Task brief: Exclude the pictures and repeat all of the data exactly.

======== The data ========

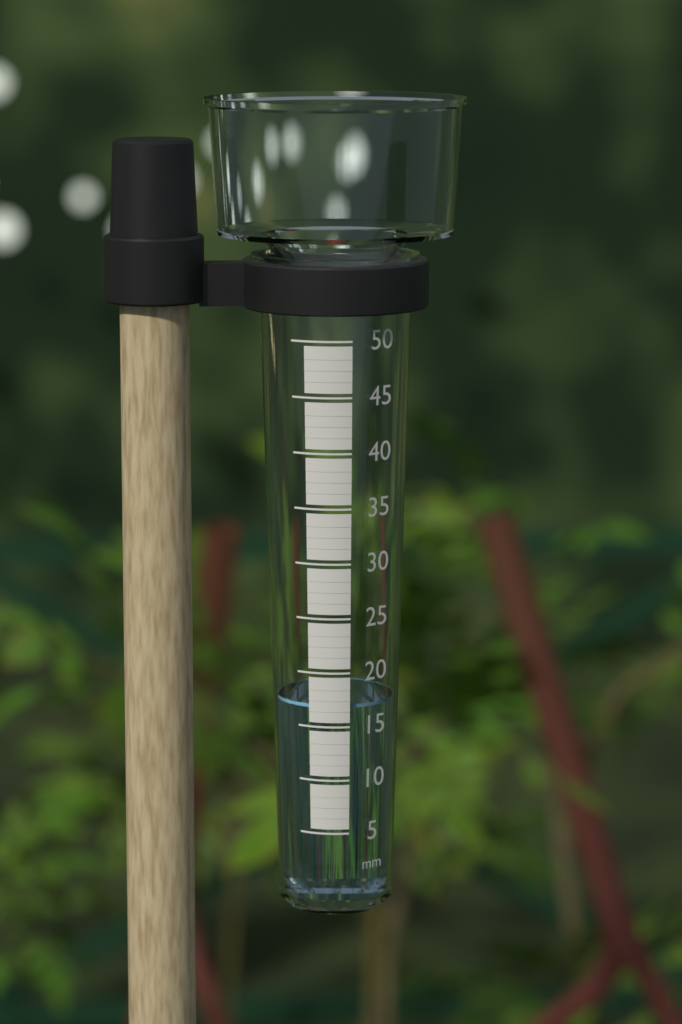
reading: 17 mm
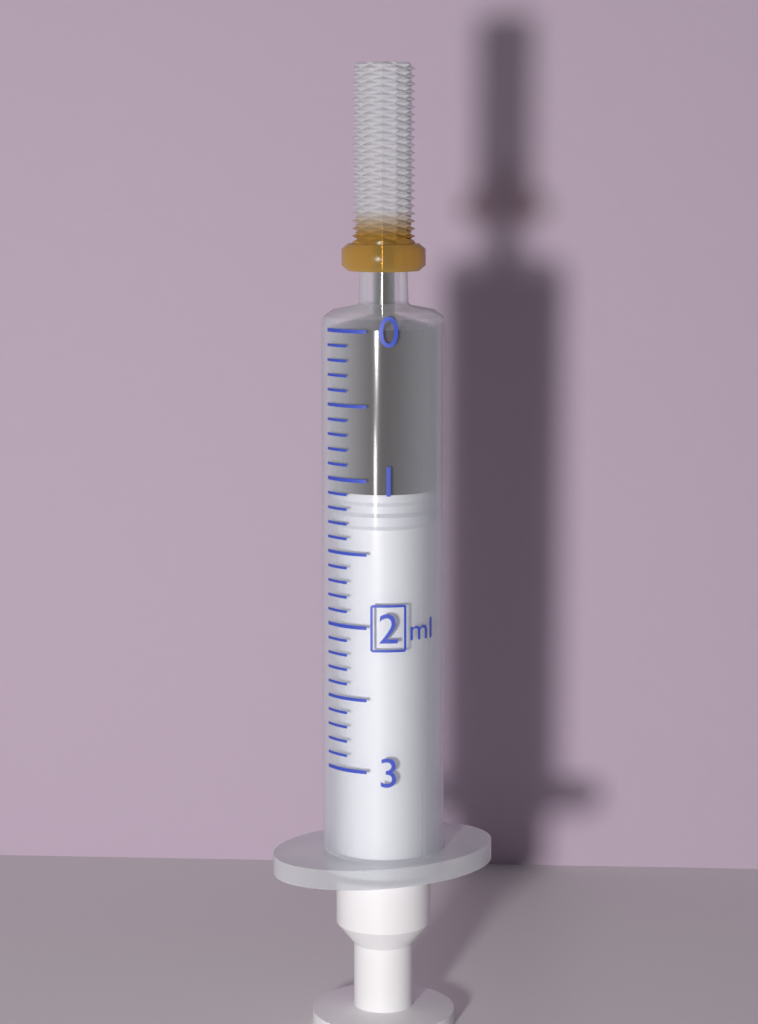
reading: 1.1 ml
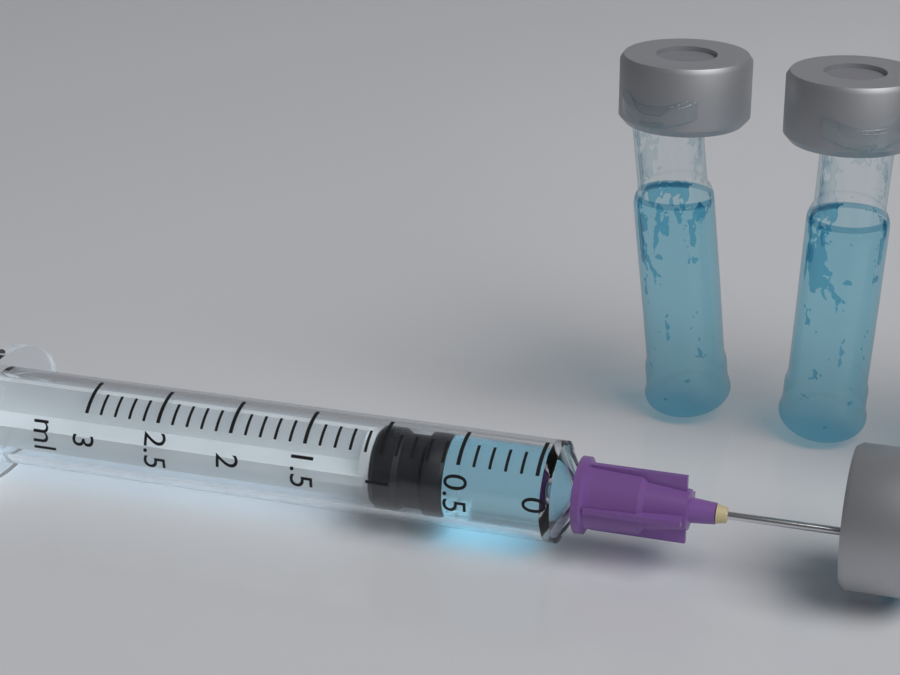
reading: 0.6 ml
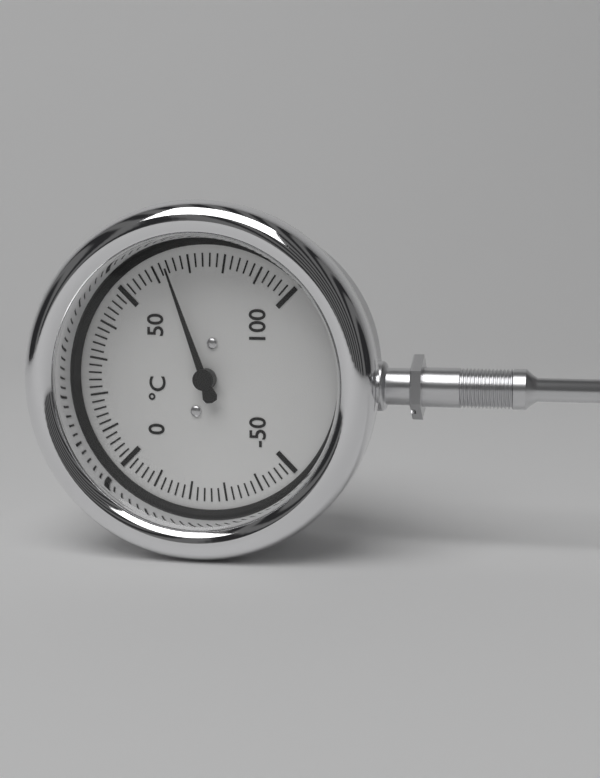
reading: 64 °C
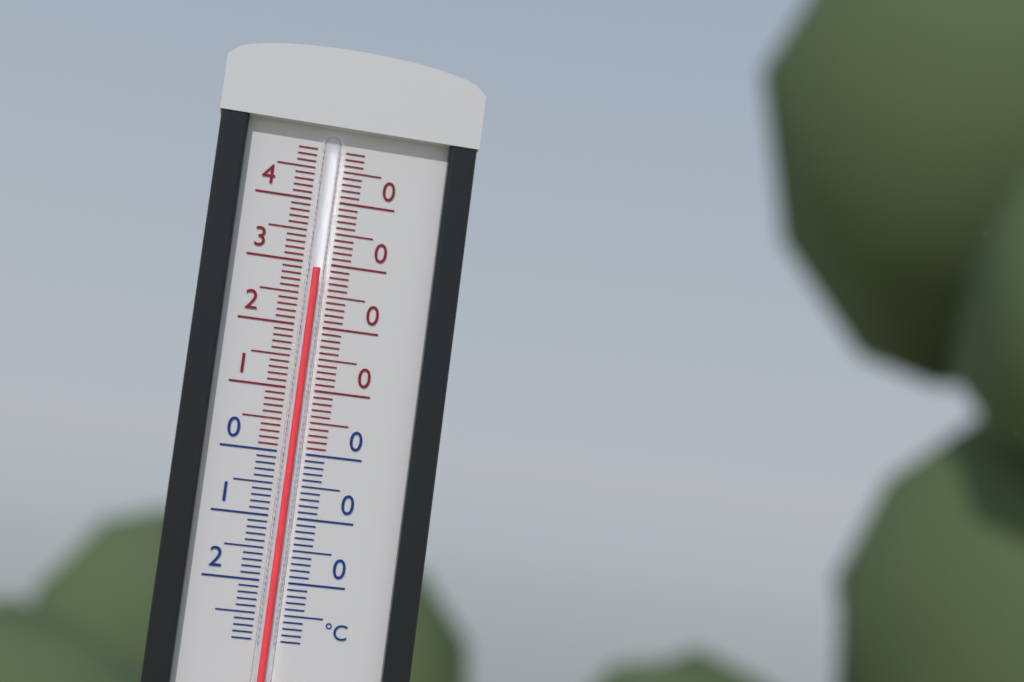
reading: 29 °C
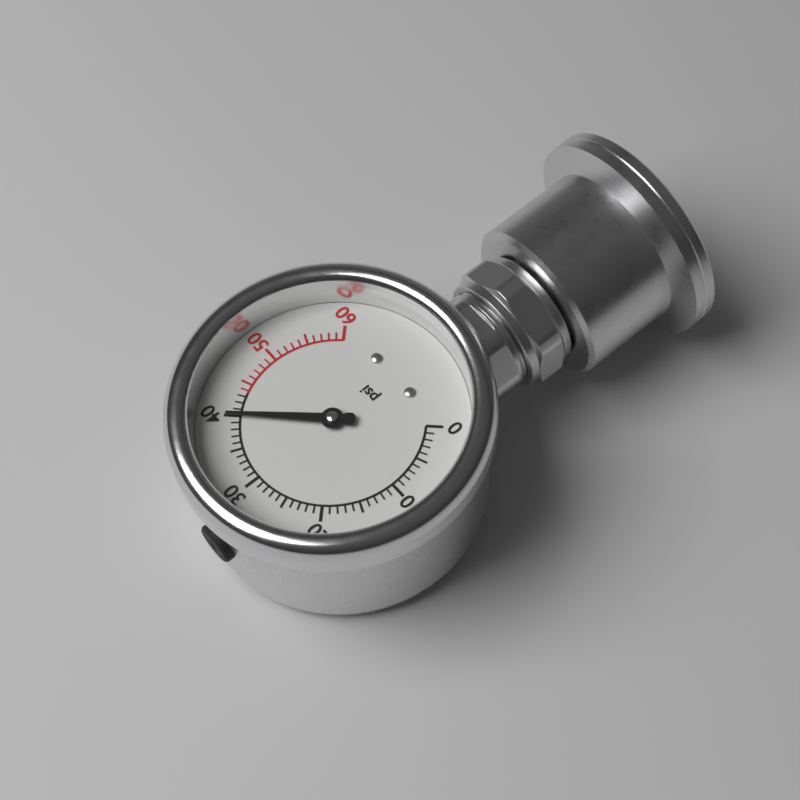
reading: 40 psi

========

Written answer:
reading: 17 mm
reading: 1.1 ml
reading: 0.6 ml
reading: 64 °C
reading: 29 °C
reading: 40 psi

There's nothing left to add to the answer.